Review
The Orchards of Syon, Geoffrey Hill, Penguin £9.99
Geoffrey Hill’s latest volume comes with the now usual awe-struck encomia on its back cover - “The greatest living poet in the English language”, “...probably the best writer alive in prose or rhyme (sic)”, “The finest British poet of our time” and so on. This kind of hyperbolic chorus can be counter-productive, especially when it is accompanied, as it is here, with a photograph of the great man glaring out menacingly at prospective punters as if daring them to contradict his admirers’ claims.
The blurb tells us that ‘The Orchards of Syon’ is “Hill’s Paradiso, a Dantean eclogue...” though I cannot see that it resembles Dante’s masterpiece in any way nor does it, in form or substance, read like the pastoral dialogue that I understand by “eclogue”. In fact it consists of seventy-two cantos or interrelated poems, each of 24 lines of free verse. Sometimes he seems to be addressing an unspecified and voiceless someone, at other times simply soliloquising on life, art, love, time and old age and the end of age.
There are some descriptive passages of considerable power and vividness and the language is often able to modulate from the abstract and highly rhetorical to a jaunty vernacular without any sense of dislocation. Sometimes the diction is puzzling and it seems that Hill is striving too hard for the word that will both surprise and delight: for instance he speaks of the sea “that rides from darkness on to a skirr/ and pash of shingle” and “some demon/ chobbles its rap-cassette...” where “pash” and “chobbles” seem more jabberwocky than valuable coinages and elsewhere he uses “girns” and “hunkers” in contexts that make no sense that I can see. It is probably this laudable desire to leaven the rich latinate sonorities of much of his verse that also prompts him to refer matily to Tom Wyatt and Bert Lawrence, though mercifully he stops short of calling Hopkins Gerry.
‘The Orchards of Syon’ is a difficult poem but it will reward the patient reader with moments of pleasure and even occasional flashes of enlightenment. Hill is fond of making gnomic assertions like “Whatever’s cryptic is Polish”. I am afraid many readers will find much, if not all, of ‘The Orchards of Syon’ to be in Polish.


§ **Exercise directions**
For each line below, write it out exactly as it appears.

§ **Dataset content**
****************

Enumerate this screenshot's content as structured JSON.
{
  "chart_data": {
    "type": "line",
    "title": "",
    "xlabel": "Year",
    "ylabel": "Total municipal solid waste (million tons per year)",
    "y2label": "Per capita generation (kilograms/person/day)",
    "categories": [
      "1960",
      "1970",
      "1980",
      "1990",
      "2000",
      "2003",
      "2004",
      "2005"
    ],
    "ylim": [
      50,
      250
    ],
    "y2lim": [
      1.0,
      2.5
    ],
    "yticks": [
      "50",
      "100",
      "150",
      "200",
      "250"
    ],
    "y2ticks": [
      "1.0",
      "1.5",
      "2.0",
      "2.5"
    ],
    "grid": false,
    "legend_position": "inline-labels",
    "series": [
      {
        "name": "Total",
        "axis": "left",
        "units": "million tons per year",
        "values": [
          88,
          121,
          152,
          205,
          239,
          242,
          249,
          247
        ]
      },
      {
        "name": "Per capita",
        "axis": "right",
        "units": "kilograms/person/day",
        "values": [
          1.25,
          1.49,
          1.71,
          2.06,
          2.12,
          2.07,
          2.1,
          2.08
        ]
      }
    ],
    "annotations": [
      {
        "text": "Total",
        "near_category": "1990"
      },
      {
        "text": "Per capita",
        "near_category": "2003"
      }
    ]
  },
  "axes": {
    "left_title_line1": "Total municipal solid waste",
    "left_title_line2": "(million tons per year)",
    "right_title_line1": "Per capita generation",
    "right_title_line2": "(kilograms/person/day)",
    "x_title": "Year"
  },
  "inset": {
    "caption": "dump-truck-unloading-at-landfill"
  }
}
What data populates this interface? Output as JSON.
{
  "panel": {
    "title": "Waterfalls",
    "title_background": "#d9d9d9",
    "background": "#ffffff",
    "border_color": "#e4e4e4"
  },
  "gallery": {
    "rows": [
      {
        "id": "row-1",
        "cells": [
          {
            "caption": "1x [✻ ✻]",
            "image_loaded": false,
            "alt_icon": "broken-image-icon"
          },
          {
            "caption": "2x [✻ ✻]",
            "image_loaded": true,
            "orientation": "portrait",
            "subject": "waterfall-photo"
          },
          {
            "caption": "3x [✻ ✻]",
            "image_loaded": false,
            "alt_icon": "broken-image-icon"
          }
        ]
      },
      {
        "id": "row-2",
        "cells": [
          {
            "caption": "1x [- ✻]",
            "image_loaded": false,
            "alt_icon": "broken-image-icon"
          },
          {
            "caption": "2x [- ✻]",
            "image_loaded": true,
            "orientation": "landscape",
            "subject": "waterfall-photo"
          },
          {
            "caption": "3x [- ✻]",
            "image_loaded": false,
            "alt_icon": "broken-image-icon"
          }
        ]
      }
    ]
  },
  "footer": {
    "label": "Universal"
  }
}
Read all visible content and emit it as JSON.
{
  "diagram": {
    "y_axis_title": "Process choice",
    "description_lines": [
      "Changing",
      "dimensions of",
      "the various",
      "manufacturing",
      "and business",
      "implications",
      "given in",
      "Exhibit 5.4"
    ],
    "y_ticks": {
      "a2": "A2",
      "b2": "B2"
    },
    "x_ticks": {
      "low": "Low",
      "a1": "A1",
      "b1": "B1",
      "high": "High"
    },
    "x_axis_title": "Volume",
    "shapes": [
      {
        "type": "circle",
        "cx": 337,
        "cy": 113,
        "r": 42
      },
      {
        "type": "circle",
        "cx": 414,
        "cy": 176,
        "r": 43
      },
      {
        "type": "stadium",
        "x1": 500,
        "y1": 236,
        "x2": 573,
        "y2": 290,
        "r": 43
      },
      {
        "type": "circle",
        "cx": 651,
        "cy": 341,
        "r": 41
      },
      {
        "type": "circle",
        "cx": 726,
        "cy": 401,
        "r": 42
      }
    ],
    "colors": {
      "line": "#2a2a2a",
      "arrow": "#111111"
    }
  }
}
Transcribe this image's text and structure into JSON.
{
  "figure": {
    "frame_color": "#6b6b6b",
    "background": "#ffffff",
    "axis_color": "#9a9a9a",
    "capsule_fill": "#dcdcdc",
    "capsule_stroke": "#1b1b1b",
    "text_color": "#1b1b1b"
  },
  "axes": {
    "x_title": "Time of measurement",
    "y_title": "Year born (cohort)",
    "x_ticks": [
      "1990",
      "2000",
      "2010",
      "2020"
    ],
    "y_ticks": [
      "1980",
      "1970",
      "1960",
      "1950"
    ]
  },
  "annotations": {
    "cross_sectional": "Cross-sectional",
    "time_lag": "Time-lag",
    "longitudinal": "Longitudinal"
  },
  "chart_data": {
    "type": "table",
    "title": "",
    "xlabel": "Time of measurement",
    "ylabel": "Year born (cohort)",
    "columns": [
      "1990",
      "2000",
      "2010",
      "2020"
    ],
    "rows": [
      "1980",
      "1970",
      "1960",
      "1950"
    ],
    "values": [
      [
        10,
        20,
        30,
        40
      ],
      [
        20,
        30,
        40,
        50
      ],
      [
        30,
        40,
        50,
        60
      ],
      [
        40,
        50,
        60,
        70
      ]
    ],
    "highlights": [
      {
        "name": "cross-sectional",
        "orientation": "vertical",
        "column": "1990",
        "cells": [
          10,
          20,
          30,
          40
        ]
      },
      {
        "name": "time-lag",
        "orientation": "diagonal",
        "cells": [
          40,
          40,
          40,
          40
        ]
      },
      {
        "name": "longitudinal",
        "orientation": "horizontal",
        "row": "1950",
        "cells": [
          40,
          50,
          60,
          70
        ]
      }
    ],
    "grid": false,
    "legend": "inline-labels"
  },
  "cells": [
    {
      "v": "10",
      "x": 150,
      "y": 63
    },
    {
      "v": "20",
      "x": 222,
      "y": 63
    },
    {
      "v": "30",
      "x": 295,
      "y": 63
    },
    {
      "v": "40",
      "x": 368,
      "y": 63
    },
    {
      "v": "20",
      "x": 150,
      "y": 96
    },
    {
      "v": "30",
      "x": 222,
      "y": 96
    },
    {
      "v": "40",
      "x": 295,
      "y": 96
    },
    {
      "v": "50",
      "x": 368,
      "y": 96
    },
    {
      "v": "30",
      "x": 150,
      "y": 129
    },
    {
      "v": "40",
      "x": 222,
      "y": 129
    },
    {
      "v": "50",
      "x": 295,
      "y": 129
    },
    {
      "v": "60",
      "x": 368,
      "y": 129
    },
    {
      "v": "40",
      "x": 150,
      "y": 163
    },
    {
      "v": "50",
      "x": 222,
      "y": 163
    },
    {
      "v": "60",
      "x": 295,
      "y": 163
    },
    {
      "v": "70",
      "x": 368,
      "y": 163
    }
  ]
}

****************

§ **Reply**
Enumerate this screenshot's content as structured JSON.
{
  "chart_data": {
    "type": "line",
    "title": "",
    "xlabel": "Year",
    "ylabel": "Total municipal solid waste (million tons per year)",
    "y2label": "Per capita generation (kilograms/person/day)",
    "categories": [
      "1960",
      "1970",
      "1980",
      "1990",
      "2000",
      "2003",
      "2004",
      "2005"
    ],
    "ylim": [
      50,
      250
    ],
    "y2lim": [
      1.0,
      2.5
    ],
    "yticks": [
      "50",
      "100",
      "150",
      "200",
      "250"
    ],
    "y2ticks": [
      "1.0",
      "1.5",
      "2.0",
      "2.5"
    ],
    "grid": false,
    "legend_position": "inline-labels",
    "series": [
      {
        "name": "Total",
        "axis": "left",
        "units": "million tons per year",
        "values": [
          88,
          121,
          152,
          205,
          239,
          242,
          249,
          247
        ]
      },
      {
        "name": "Per capita",
        "axis": "right",
        "units": "kilograms/person/day",
        "values": [
          1.25,
          1.49,
          1.71,
          2.06,
          2.12,
          2.07,
          2.1,
          2.08
        ]
      }
    ],
    "annotations": [
      {
        "text": "Total",
        "near_category": "1990"
      },
      {
        "text": "Per capita",
        "near_category": "2003"
      }
    ]
  },
  "axes": {
    "left_title_line1": "Total municipal solid waste",
    "left_title_line2": "(million tons per year)",
    "right_title_line1": "Per capita generation",
    "right_title_line2": "(kilograms/person/day)",
    "x_title": "Year"
  },
  "inset": {
    "caption": "dump-truck-unloading-at-landfill"
  }
}
What data populates this interface? Output as JSON.
{
  "panel": {
    "title": "Waterfalls",
    "title_background": "#d9d9d9",
    "background": "#ffffff",
    "border_color": "#e4e4e4"
  },
  "gallery": {
    "rows": [
      {
        "id": "row-1",
        "cells": [
          {
            "caption": "1x [✻ ✻]",
            "image_loaded": false,
            "alt_icon": "broken-image-icon"
          },
          {
            "caption": "2x [✻ ✻]",
            "image_loaded": true,
            "orientation": "portrait",
            "subject": "waterfall-photo"
          },
          {
            "caption": "3x [✻ ✻]",
            "image_loaded": false,
            "alt_icon": "broken-image-icon"
          }
        ]
      },
      {
        "id": "row-2",
        "cells": [
          {
            "caption": "1x [- ✻]",
            "image_loaded": false,
            "alt_icon": "broken-image-icon"
          },
          {
            "caption": "2x [- ✻]",
            "image_loaded": true,
            "orientation": "landscape",
            "subject": "waterfall-photo"
          },
          {
            "caption": "3x [- ✻]",
            "image_loaded": false,
            "alt_icon": "broken-image-icon"
          }
        ]
      }
    ]
  },
  "footer": {
    "label": "Universal"
  }
}
Read all visible content and emit it as JSON.
{
  "diagram": {
    "y_axis_title": "Process choice",
    "description_lines": [
      "Changing",
      "dimensions of",
      "the various",
      "manufacturing",
      "and business",
      "implications",
      "given in",
      "Exhibit 5.4"
    ],
    "y_ticks": {
      "a2": "A2",
      "b2": "B2"
    },
    "x_ticks": {
      "low": "Low",
      "a1": "A1",
      "b1": "B1",
      "high": "High"
    },
    "x_axis_title": "Volume",
    "shapes": [
      {
        "type": "circle",
        "cx": 337,
        "cy": 113,
        "r": 42
      },
      {
        "type": "circle",
        "cx": 414,
        "cy": 176,
        "r": 43
      },
      {
        "type": "stadium",
        "x1": 500,
        "y1": 236,
        "x2": 573,
        "y2": 290,
        "r": 43
      },
      {
        "type": "circle",
        "cx": 651,
        "cy": 341,
        "r": 41
      },
      {
        "type": "circle",
        "cx": 726,
        "cy": 401,
        "r": 42
      }
    ],
    "colors": {
      "line": "#2a2a2a",
      "arrow": "#111111"
    }
  }
}
Transcribe this image's text and structure into JSON.
{
  "figure": {
    "frame_color": "#6b6b6b",
    "background": "#ffffff",
    "axis_color": "#9a9a9a",
    "capsule_fill": "#dcdcdc",
    "capsule_stroke": "#1b1b1b",
    "text_color": "#1b1b1b"
  },
  "axes": {
    "x_title": "Time of measurement",
    "y_title": "Year born (cohort)",
    "x_ticks": [
      "1990",
      "2000",
      "2010",
      "2020"
    ],
    "y_ticks": [
      "1980",
      "1970",
      "1960",
      "1950"
    ]
  },
  "annotations": {
    "cross_sectional": "Cross-sectional",
    "time_lag": "Time-lag",
    "longitudinal": "Longitudinal"
  },
  "chart_data": {
    "type": "table",
    "title": "",
    "xlabel": "Time of measurement",
    "ylabel": "Year born (cohort)",
    "columns": [
      "1990",
      "2000",
      "2010",
      "2020"
    ],
    "rows": [
      "1980",
      "1970",
      "1960",
      "1950"
    ],
    "values": [
      [
        10,
        20,
        30,
        40
      ],
      [
        20,
        30,
        40,
        50
      ],
      [
        30,
        40,
        50,
        60
      ],
      [
        40,
        50,
        60,
        70
      ]
    ],
    "highlights": [
      {
        "name": "cross-sectional",
        "orientation": "vertical",
        "column": "1990",
        "cells": [
          10,
          20,
          30,
          40
        ]
      },
      {
        "name": "time-lag",
        "orientation": "diagonal",
        "cells": [
          40,
          40,
          40,
          40
        ]
      },
      {
        "name": "longitudinal",
        "orientation": "horizontal",
        "row": "1950",
        "cells": [
          40,
          50,
          60,
          70
        ]
      }
    ],
    "grid": false,
    "legend": "inline-labels"
  },
  "cells": [
    {
      "v": "10",
      "x": 150,
      "y": 63
    },
    {
      "v": "20",
      "x": 222,
      "y": 63
    },
    {
      "v": "30",
      "x": 295,
      "y": 63
    },
    {
      "v": "40",
      "x": 368,
      "y": 63
    },
    {
      "v": "20",
      "x": 150,
      "y": 96
    },
    {
      "v": "30",
      "x": 222,
      "y": 96
    },
    {
      "v": "40",
      "x": 295,
      "y": 96
    },
    {
      "v": "50",
      "x": 368,
      "y": 96
    },
    {
      "v": "30",
      "x": 150,
      "y": 129
    },
    {
      "v": "40",
      "x": 222,
      "y": 129
    },
    {
      "v": "50",
      "x": 295,
      "y": 129
    },
    {
      "v": "60",
      "x": 368,
      "y": 129
    },
    {
      "v": "40",
      "x": 150,
      "y": 163
    },
    {
      "v": "50",
      "x": 222,
      "y": 163
    },
    {
      "v": "60",
      "x": 295,
      "y": 163
    },
    {
      "v": "70",
      "x": 368,
      "y": 163
    }
  ]
}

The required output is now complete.